Conti-Cook also examined the case Latice Fischer, who was charged with second-degree murder in Mississippi in 2018 after she gave birth to a stillborn child at her home. Black Fisher was subject to law enforcement searching her mobile phone. They used her searches on the internet for abortion pills as evidence during her trial. Fisher was freed from prison after significant public pressure.
Upturn, an advocacy group focused on technology, has found that police increasingly search mobile phones in arrests of people for minor offences like graffiti and shoplifting. The report shows how the technology law enforcement uses to search an individual’s phone during an arrest is so advanced it can map all of the cell phone activity that took place at a specific location ranging from phone calls to app usage to photos.

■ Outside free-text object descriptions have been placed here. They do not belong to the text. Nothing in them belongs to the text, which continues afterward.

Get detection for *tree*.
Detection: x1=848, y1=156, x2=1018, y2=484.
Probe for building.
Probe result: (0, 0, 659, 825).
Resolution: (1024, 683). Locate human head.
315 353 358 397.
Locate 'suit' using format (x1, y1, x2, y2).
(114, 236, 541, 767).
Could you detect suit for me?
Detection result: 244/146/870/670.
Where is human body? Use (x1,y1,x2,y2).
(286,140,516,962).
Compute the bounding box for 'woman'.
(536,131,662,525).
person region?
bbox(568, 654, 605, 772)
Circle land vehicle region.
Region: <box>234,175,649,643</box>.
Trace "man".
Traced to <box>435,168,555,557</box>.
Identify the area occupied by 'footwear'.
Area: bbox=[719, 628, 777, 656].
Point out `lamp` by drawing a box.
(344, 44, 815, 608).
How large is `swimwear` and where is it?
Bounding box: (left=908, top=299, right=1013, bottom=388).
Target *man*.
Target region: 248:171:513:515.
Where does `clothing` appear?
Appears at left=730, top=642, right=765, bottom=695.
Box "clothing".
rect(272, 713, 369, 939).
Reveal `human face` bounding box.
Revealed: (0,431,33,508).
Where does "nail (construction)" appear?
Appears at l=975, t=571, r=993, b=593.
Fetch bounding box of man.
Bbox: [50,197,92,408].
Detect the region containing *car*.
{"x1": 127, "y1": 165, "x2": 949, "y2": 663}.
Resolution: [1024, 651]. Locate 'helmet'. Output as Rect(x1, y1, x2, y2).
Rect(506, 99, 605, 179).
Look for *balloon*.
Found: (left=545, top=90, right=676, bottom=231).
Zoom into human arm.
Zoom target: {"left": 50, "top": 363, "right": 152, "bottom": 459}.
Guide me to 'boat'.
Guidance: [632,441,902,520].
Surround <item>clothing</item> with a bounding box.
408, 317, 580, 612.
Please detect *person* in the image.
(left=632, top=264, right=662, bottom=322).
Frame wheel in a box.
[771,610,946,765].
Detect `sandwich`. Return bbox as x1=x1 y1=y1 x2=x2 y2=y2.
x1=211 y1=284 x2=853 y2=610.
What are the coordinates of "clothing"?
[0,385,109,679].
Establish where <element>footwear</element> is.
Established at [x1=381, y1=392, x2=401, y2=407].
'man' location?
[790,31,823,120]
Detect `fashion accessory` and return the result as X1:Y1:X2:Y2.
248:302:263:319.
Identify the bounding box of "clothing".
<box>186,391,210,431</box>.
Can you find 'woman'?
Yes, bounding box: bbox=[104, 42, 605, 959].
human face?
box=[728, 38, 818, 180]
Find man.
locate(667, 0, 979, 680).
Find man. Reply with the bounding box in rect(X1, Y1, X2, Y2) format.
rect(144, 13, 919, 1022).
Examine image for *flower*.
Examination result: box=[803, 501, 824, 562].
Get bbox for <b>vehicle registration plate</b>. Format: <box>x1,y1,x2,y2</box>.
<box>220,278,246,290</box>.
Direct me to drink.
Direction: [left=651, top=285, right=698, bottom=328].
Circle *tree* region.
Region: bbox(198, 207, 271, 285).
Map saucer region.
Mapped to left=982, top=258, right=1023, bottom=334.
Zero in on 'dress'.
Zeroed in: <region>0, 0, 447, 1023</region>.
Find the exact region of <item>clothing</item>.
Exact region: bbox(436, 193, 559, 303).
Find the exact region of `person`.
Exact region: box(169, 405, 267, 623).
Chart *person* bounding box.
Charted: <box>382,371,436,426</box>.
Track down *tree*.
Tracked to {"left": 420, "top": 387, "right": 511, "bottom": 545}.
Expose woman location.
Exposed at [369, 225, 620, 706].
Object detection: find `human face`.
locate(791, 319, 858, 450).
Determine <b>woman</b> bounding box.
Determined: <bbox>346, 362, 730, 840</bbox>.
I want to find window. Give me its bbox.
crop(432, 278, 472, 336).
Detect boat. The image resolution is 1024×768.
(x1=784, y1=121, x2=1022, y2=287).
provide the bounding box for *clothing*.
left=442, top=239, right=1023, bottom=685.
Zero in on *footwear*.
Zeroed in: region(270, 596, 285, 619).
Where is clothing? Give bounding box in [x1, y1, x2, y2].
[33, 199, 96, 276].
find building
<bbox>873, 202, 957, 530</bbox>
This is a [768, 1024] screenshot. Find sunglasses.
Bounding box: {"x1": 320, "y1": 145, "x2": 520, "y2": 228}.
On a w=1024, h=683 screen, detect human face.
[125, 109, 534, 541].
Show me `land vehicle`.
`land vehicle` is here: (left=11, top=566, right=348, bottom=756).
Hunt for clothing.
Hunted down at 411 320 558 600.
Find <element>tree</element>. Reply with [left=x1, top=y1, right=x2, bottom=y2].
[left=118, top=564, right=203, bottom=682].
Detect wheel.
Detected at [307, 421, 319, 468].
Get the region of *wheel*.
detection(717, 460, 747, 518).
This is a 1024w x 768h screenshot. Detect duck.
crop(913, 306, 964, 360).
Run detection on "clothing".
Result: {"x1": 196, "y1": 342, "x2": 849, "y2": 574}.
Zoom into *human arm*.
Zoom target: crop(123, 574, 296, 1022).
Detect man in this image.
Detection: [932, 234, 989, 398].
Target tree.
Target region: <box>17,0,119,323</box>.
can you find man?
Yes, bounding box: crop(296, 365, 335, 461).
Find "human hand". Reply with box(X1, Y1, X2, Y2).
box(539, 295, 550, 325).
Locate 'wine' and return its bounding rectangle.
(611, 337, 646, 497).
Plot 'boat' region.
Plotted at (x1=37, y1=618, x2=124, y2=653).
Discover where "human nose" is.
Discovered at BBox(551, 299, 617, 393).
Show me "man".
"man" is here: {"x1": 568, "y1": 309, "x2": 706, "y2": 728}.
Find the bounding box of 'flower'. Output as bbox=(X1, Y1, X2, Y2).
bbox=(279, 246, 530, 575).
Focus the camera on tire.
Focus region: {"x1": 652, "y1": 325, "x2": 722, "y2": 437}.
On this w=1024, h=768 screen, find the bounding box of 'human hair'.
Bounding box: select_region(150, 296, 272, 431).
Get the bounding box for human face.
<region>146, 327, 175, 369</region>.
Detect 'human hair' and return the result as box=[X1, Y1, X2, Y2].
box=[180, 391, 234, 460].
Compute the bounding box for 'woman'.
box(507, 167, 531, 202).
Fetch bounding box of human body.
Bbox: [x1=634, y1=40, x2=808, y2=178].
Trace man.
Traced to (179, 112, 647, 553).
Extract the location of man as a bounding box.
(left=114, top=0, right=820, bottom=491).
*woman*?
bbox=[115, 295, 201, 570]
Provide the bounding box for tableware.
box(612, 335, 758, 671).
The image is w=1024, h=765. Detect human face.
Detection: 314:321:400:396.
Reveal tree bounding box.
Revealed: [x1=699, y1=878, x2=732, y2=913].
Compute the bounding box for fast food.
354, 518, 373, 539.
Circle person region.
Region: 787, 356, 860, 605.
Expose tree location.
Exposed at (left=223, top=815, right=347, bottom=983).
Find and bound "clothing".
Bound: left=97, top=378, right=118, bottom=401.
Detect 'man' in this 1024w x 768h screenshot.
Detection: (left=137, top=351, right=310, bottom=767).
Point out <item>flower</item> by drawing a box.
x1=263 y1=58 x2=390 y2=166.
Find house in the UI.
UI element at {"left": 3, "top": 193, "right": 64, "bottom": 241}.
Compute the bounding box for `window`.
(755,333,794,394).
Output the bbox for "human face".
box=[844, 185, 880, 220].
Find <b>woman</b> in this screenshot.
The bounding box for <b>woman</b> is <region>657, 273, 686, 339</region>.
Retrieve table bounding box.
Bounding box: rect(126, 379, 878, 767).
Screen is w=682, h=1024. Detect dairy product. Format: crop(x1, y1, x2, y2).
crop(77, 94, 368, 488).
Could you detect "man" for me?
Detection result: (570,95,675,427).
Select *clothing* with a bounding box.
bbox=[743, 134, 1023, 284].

When investigating serious crimes, such as child sexual abuse and homicide, police emphasize how important this technology is. There have been many instances where the technology provided new insights in investigating serial killers. Upturn discovered that the technology could also be used to solve minor crimes like marijuana possession and vandalism.
An uneven toll
The widespread use of technology in this area is astounding. According to Upturn, more than 2,000 law enforcement agencies in the United States have bought this type of technology. This includes all 50 states. Conti Cook says the technology’s impact is not evenly distributed, noting Fisher and Patel are both female of color. “It’s also very fair to assume that the people who are going to be the most criminalized by this evidence or see this evidence come up are going to be people of color,” Conti-Cook says.
Lawrence warns that Black immigrants might be more at risk than whites if they are made criminally responsible for abortion. It is a fact that Black immigrants are more at risk than White ones. According to the Stanford Open Policing Project, Black motorists in America are 20% less likely to be stopped than those of white.
Pablos will continue to work, despite the dangers. Her experience includes navigating through criminal charges and seeking an abortion in a conservative country while fighting for her deportation case. This experience has taught her the importance of self-determination and immigration issues. “If our autonomy is already taken away from us, then we have nothing left to lose,” Pablos told TIME. She believes that the only way to keep going is to ignore the danger.
Pablos says: “We’re going to keep doing this work no matter how bad it gets because it’s a matter of life and death.”